You have no idea how much I regret satirising him mercilessly at school

Published: March 3, 2015 at 5:29pm

sylvester

Fr Sylvester Magro was our religion teacher at St Dorothy’s Convent, in the third form. None of us had any interest in religion, and he had no idea how to deal with a cold, small room packed with 30 13-year-old girls discussing hairstyles, comparing fruity lip gloss (it was all the rage) and reading up about John Travolta and Saturday Night Fever while he paced around in his brown habit and sandals (in January, in Mdina), trying to interest us in the finer points of Roman Catholic dogma. He rode there and back on a Vespa-like scooter, which accommodated his friar’s habit, and this too was the cause of many a smirk. But what I remember most of all is how nice he was, and how decent. When another teacher once found a satirical sketch I’d made of him – teachers were my first subject matter – and showed it to him, the trouble-making sneak, he burst out laughing.

Now as the Bishop of Benghazi in a country fraught by civil war, extreme violence and fear of Islamic State, he is in a far hotter spot than he was then, ribbed mercilessly by small crowds of teenage girls who couldn’t care less about dogma. And once more, he isn’t running away or complaining. He’s dealing with it like the brave man, the good sport, that he always was.

Fr Sylvester, I take it all back. I really admire you, your lack of self-regard, and your bravery.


YOUR ASSIGNMENT
Transcribe the lines below exactly, beginning with the line that holds "Identify the location" and ending with the final line, both included. Pictures are to be left out.

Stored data

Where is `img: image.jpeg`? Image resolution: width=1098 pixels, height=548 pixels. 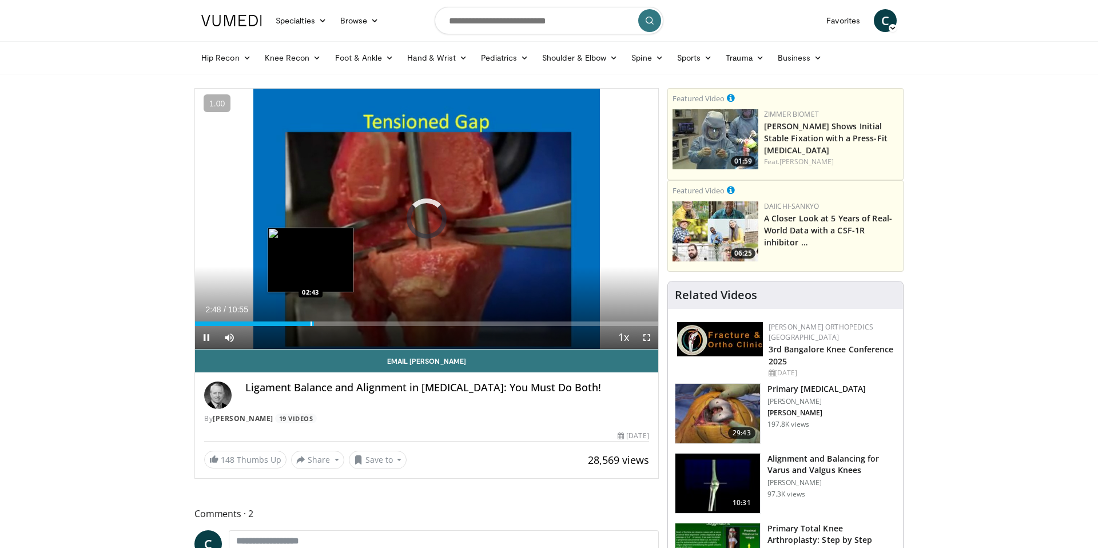
img: image.jpeg is located at coordinates (310, 260).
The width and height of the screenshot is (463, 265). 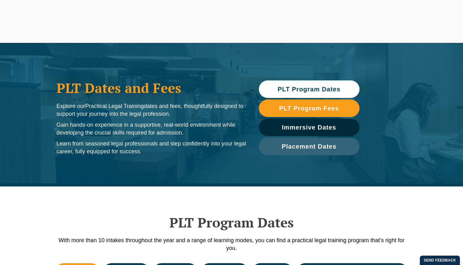 What do you see at coordinates (309, 127) in the screenshot?
I see `span: Immersive Dates` at bounding box center [309, 127].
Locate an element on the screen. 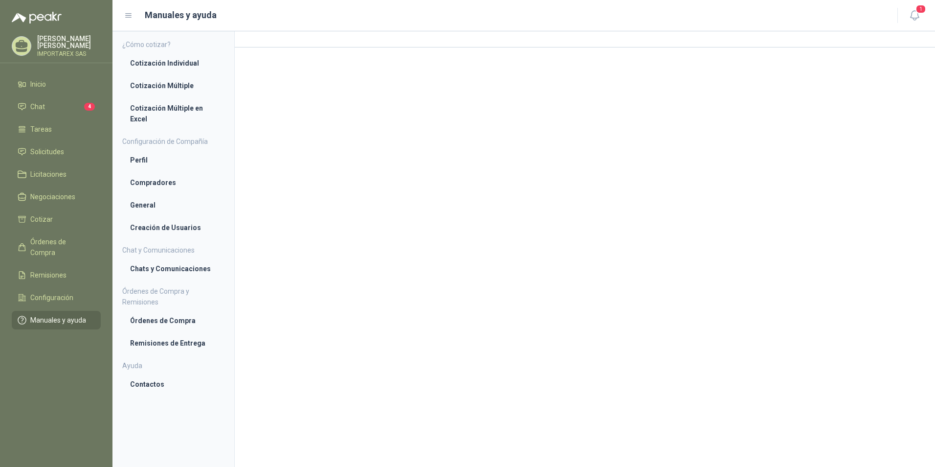 The height and width of the screenshot is (467, 935). a: Cotización Múltiple is located at coordinates (173, 86).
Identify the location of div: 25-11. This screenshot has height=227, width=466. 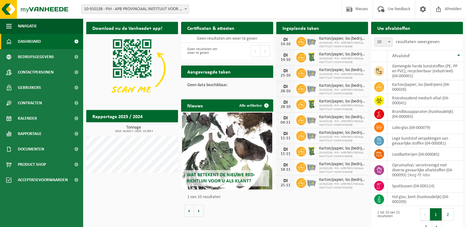
(286, 186).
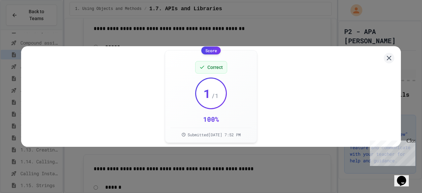 This screenshot has width=422, height=193. I want to click on div: Score, so click(211, 50).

RESULT OF THE EXERCISE
Identify the location of div: 25-11. This screenshot has height=227, width=466. 
(286, 186).
 This screenshot has width=422, height=193. I want to click on div: Score, so click(211, 50).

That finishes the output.